Jonathan Eckman
Jonathan Eckman

Reputation: 2077

PowerShell splatting SecureString is converted to String

param
(
    [Parameter(Mandatory=$true, ValueFromPipelineByPropertyName=$True)]
    [securestring]
    $securityKey
)

powershell.exe -File $PSCommandPath -thisAppDomain @PSBoundParameters

This code throws the following error:

Cannot process argument transformation on parameter 'securityKey'. Cannot convert the "System.Security.SecureString" value of type "System.String" to type "System.Security.SecureString"

If I check the type of securityKey, its is a SecureString before its splatted. I assume its serializing it for some reason. How do I prevent this?

Edit

This use case may look strange so Ill provide some context. I need to ensure a specific version of an assembly is loaded when piping into this script. I'm using the thisAppDomain param to relaunch in a new app domain to attempt to accomplish this. Larger example:

.\FirstScript.ps1 | .\SecondScript.ps1

The secure string is piping in as expected, but is converted to a string when relaunching.
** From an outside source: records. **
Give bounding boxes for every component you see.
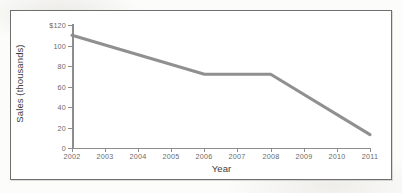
chart-page: $120100806040200 20022003200420052006200… [0,0,402,193]
y-axis-title: Sales (thousands) [14,29,25,139]
x-axis-title: Year [72,163,371,174]
sales-line-path [72,35,370,134]
line-chart: $120100806040200 20022003200420052006200… [0,0,402,193]
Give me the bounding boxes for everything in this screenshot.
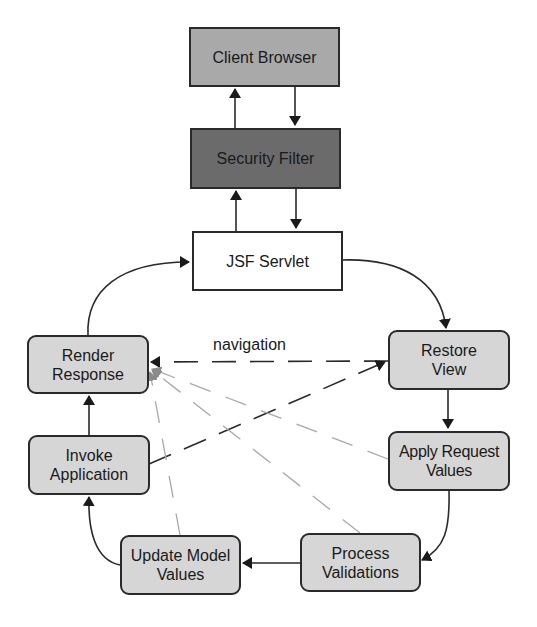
edge-render-to-servlet <box>88 262 189 335</box>
node-label: Security Filter <box>217 149 315 168</box>
edge-label-navigation: navigation <box>213 336 286 354</box>
node-client-browser: Client Browser <box>189 27 340 87</box>
edge-navigation-dashed <box>151 361 388 362</box>
node-restore-view: Restore View <box>388 330 510 390</box>
node-apply-request-values: Apply Request Values <box>388 431 510 491</box>
node-security-filter: Security Filter <box>190 128 341 189</box>
edge-update-to-render-gray <box>150 372 180 535</box>
node-process-validations: Process Validations <box>300 533 421 592</box>
edge-process-to-render-gray <box>152 370 360 533</box>
diagram-edges <box>0 0 537 627</box>
node-update-model-values: Update Model Values <box>120 535 241 595</box>
node-label: Invoke Application <box>40 446 138 484</box>
node-render-response: Render Response <box>27 335 149 394</box>
node-label: Restore View <box>420 341 478 379</box>
node-label: Client Browser <box>212 48 316 67</box>
node-jsf-servlet: JSF Servlet <box>192 231 343 291</box>
edge-update-to-invoke <box>89 497 120 565</box>
node-label: Update Model Values <box>124 546 237 584</box>
node-label: JSF Servlet <box>226 252 309 271</box>
edge-apply-to-process <box>422 490 449 560</box>
edge-apply-to-render-gray <box>152 369 388 459</box>
node-label: Render Response <box>47 346 129 384</box>
node-label: Process Validations <box>310 544 411 582</box>
edge-servlet-to-restore <box>342 260 446 328</box>
node-label: Apply Request Values <box>392 442 506 480</box>
node-invoke-application: Invoke Application <box>28 435 150 495</box>
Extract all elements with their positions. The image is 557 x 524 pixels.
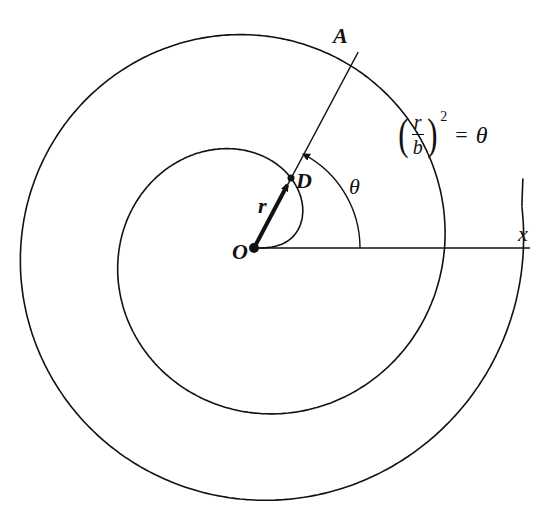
spiral-equation: ( r b ) 2 = θ — [396, 112, 488, 157]
equation-exponent: 2 — [440, 110, 447, 124]
equation-right-paren: ) — [427, 113, 437, 157]
label-r: r — [258, 195, 267, 217]
theta-angle-arc — [304, 154, 360, 248]
label-D: D — [296, 170, 312, 192]
diagram-canvas — [0, 0, 557, 524]
spiral-end-segment — [522, 179, 523, 207]
origin-point-O — [249, 243, 259, 253]
equation-left-paren: ( — [398, 113, 408, 157]
point-D — [288, 175, 295, 182]
fraction-bar — [412, 134, 424, 135]
equation-denominator: b — [413, 137, 423, 157]
equation-equals: = — [455, 124, 467, 146]
label-theta: θ — [349, 176, 360, 198]
label-A: A — [333, 25, 348, 47]
spiral-diagram: A D O r θ x ( r b ) 2 = θ — [0, 0, 557, 524]
label-x: x — [518, 223, 528, 245]
fermat-spiral-curve — [20, 35, 523, 501]
equation-rhs-theta: θ — [476, 123, 488, 147]
equation-fraction: r b — [412, 112, 424, 157]
label-O: O — [232, 241, 248, 263]
equation-numerator: r — [414, 112, 422, 132]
This is how I relaunch:

if(-not $thisAppDomain)
{
    Write-Host "Invoking script in a new app domain"
    powershell.exe -File $PSCommandPath -thisAppDomain @PSBoundParameters
    return;
}

Upvotes: 1

Views: 668

Answers (2)

mklement0
mklement0

Reputation: 440297

If you call PowerShell's CLI with -File, all arguments are invariably converted to strings, so your secure string won't work (it is converted to a regular string with literal contents System.Security.SecureString).

In order to (mostly) preserve argument types, you must pass a script block, which causes PowerShell to automatically serialize and deserialize arguments in a type-preserving way[1], which preserves [securestring] instances correctly, but note that this technique only works when calling from PowerShell (too):

if (-not $thisAppDomain)
{
  Write-Host "Invoking script in a new app domain"
  powershell -Command { 
      $script, $splat = $Args # parse the args array into distinct variables
      . $script -thisAppDomain @splat # call the script with splatting
    } -args $PSCommandPath, $PSBoundParameters
  return
}

Note how the values from the caller's context that must be referenced in the script block - which will be executed in the new session - must be passed as arguments, via -args <arg-array> - see Get-Help about_powershell.exe or run powershell -? for more concise help.

Note: As Patrick Meinecke points out, the above approach, which uses a transformed command line with a Base64-encoded string behind the scenes, can hypothetically fail due to exceeding the max. command-line length, which is 32,768 characters in Windows 10 (see the CreateProcess WinAPI function).
That said, unless you pass exceptionally large script blocks and/or hundreds of arguments, you're unlikely to run into this limit.


[1] The same type of serialization is also used in PowerShell remoting and with background jobs, for instance. Note that not only a fixed set of types can be deserialized faithfully, but PowerShell does its best to emulate other types with custom objects that have the same properties.

Upvotes: 1

Patrick Meinecke
Patrick Meinecke

Reputation: 4183

Splatted arguments on an executable (even powershell.exe) are just converted to a string. You can see how it would end up by running this:

$splat = @{ Test = 'something'; Secret = [securestring]::new() }
cmd.exe /c echo @splat
# returns
# -Test:something -Secret:System.Security.SecureString

You can run something in another process while using the SecureString by using Start-Job

$mySecureString = Read-Host -AsSecureString
$job = Start-Job {
    & $using:PSCommandPath -thisAppDomain $using:mySecureString
}

$job | Receive-Job -Wait

Note: the using scope must be used for variables from the parent session. Also, variables will still be serialized since processes do not share memory, but the secure string will be serialized correctly.